Portia Nelson’s poem There’s a Hole in My Sidewalk is often read as a story about individual growth and personal responsibility. But when viewed through the lens of Ecosystemic Structural Family Therapy (ESFT), the poem offers a powerful metaphor for how patterns develop—and change—within families and systems.
In ESFT, behavior is never viewed in isolation. Symptoms are signals, not defects. They emerge within a web of relationships, histories, and environmental pressures. In the poem, the “hole” represents more than a personal misstep; it reflects a negative interactional pattern that continues until the system itself changes.
In the early chapters of the poem, the narrator repeatedly falls into the hole, feeling confused, helpless, and ashamed. This mirrors what families experience when a child’s behavior becomes the focus of concern. The system reacts to the symptom—often with urgency, fear, or blame—without fully understanding how everyone’s responses contribute to the pattern. The problem feels external, inevitable, and overwhelming.
As the poem progresses, the narrator becomes aware of the hole and learns how to cope with falling in. This stage reflects first-order change: the system adapts without restructuring. Families may implement behavior plans, crisis interventions, or short-term supports that help manage the distress. While these efforts can bring temporary relief, the underlying interactional pattern remains intact. The hole is still there.
True transformation begins when the narrator walks around the hole. In ESFT terms, this is second-order change. Caregivers begin to see behavior in context. Leadership shifts. Interactions change. The family no longer responds automatically to distress but instead engages differently—using strengths, co-regulation, and collaboration. The symptom loses its power because the system no longer requires it.
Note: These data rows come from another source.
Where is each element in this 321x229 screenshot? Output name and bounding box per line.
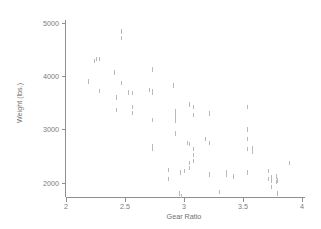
x-axis-title: Gear Ratio xyxy=(167,212,202,221)
y-axis-title: Weight (lbs.) xyxy=(15,83,24,123)
x-tick-label: 2 xyxy=(64,202,68,211)
x-tick-label: 3.5 xyxy=(238,202,248,211)
scatter-plot-figure: 200030004000500022.533.54 Gear RatioWeig… xyxy=(0,0,321,229)
y-tick-label: 5000 xyxy=(43,19,59,28)
x-tick-label: 3 xyxy=(182,202,186,211)
axis-titles-group: Gear RatioWeight (lbs.) xyxy=(15,83,201,221)
y-tick-label: 2000 xyxy=(43,179,59,188)
plot-canvas: 200030004000500022.533.54 Gear RatioWeig… xyxy=(0,0,321,229)
x-tick-label: 2.5 xyxy=(120,202,130,211)
x-tick-label: 4 xyxy=(300,202,304,211)
y-tick-label: 3000 xyxy=(43,125,59,134)
y-tick-label: 4000 xyxy=(43,72,59,81)
tick-labels-group: 200030004000500022.533.54 xyxy=(43,19,304,211)
data-points-group xyxy=(88,29,289,198)
ticks-group xyxy=(62,23,303,202)
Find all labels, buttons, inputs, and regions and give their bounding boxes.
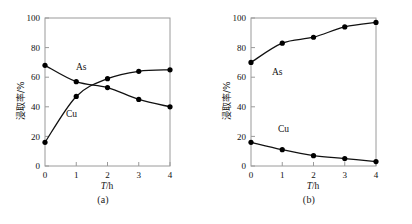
x-axis-title-b: T/h xyxy=(307,181,320,191)
data-point-cu xyxy=(280,147,285,152)
x-tick-label: 0 xyxy=(43,170,48,180)
x-axis-ticks-a: 01234 xyxy=(43,162,173,180)
data-point-cu xyxy=(105,76,110,81)
x-tick-label: 1 xyxy=(280,170,285,180)
plot-b: 020406080100 01234 As Cu 浸取率/% T/h xyxy=(206,0,412,224)
y-tick-label: 60 xyxy=(237,72,247,82)
y-tick-label: 20 xyxy=(237,132,247,142)
axes-frame xyxy=(251,18,376,166)
data-point-as xyxy=(280,41,285,46)
x-tick-label: 1 xyxy=(74,170,79,180)
x-axis-title-a-unit: /h xyxy=(106,181,114,191)
data-point-as xyxy=(248,60,253,65)
data-point-cu xyxy=(248,140,253,145)
data-point-as xyxy=(373,20,378,25)
series-label-as-a: As xyxy=(76,62,87,72)
plot-a: 020406080100 01234 As Cu 浸取率/% T/h xyxy=(0,0,206,224)
x-tick-label: 4 xyxy=(374,170,379,180)
series-label-cu-a: Cu xyxy=(66,109,77,119)
x-axis-title-b-unit: /h xyxy=(312,181,320,191)
x-tick-label: 3 xyxy=(137,170,142,180)
panel-a: 020406080100 01234 As Cu 浸取率/% T/h (a) xyxy=(0,0,206,224)
series-label-as-b: As xyxy=(272,67,283,77)
axes-frame xyxy=(45,18,170,166)
x-tick-label: 0 xyxy=(249,170,254,180)
panel-b: 020406080100 01234 As Cu 浸取率/% T/h (b) xyxy=(206,0,412,224)
data-point-as xyxy=(311,35,316,40)
y-tick-label: 40 xyxy=(237,102,247,112)
data-points-b xyxy=(248,20,378,164)
figure-two-panel-line-charts: 020406080100 01234 As Cu 浸取率/% T/h (a) 0… xyxy=(0,0,412,224)
y-axis-title-b: 浸取率/% xyxy=(221,81,232,120)
panel-b-caption: (b) xyxy=(206,194,412,205)
y-axis-title-a: 浸取率/% xyxy=(15,81,26,120)
x-tick-label: 2 xyxy=(105,170,110,180)
data-point-cu xyxy=(74,94,79,99)
x-axis-title-a: T/h xyxy=(101,181,114,191)
plot-b-frame xyxy=(251,18,376,166)
y-axis-ticks-a: 020406080100 xyxy=(27,13,50,171)
x-axis-ticks-b: 01234 xyxy=(249,162,379,180)
data-point-as xyxy=(105,85,110,90)
plot-a-frame xyxy=(45,18,170,166)
data-curves-b xyxy=(251,22,376,161)
data-point-cu xyxy=(167,67,172,72)
y-tick-label: 0 xyxy=(242,161,247,171)
curve-as xyxy=(251,22,376,62)
y-tick-label: 80 xyxy=(31,43,41,53)
data-point-cu xyxy=(42,140,47,145)
y-tick-label: 80 xyxy=(237,43,247,53)
curve-cu xyxy=(251,142,376,161)
data-point-as xyxy=(342,24,347,29)
data-point-cu xyxy=(373,159,378,164)
panel-a-caption: (a) xyxy=(0,194,206,205)
x-tick-label: 3 xyxy=(343,170,348,180)
data-point-cu xyxy=(136,69,141,74)
y-tick-label: 100 xyxy=(233,13,247,23)
series-label-cu-b: Cu xyxy=(278,124,289,134)
y-tick-label: 20 xyxy=(31,132,41,142)
x-tick-label: 2 xyxy=(311,170,316,180)
y-tick-label: 60 xyxy=(31,72,41,82)
data-point-as xyxy=(167,104,172,109)
data-point-cu xyxy=(311,153,316,158)
y-tick-label: 40 xyxy=(31,102,41,112)
x-tick-label: 4 xyxy=(168,170,173,180)
data-point-as xyxy=(74,79,79,84)
y-tick-label: 0 xyxy=(36,161,41,171)
y-tick-label: 100 xyxy=(27,13,41,23)
data-point-cu xyxy=(342,156,347,161)
data-point-as xyxy=(42,63,47,68)
y-axis-ticks-b: 020406080100 xyxy=(233,13,256,171)
data-point-as xyxy=(136,97,141,102)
The final chapter of the poem—choosing a different sidewalk altogether—captures the essence of sustainable systemic change, restructuring. ESFT aims to help families build new relational pathways. Through joining, reframing, enactment, and anchoring, families practice and solidify healthier ways of connecting, responding, and problem-solving.
Ultimately, There’s a Hole in My Sidewalk reminds us that healing is not about avoiding mistakes or fixing individuals. It’s about recognizing patterns, understanding their origins, and choosing—together—to walk a different path. That is the heart of ESFT: changing the system so that growth becomes possible.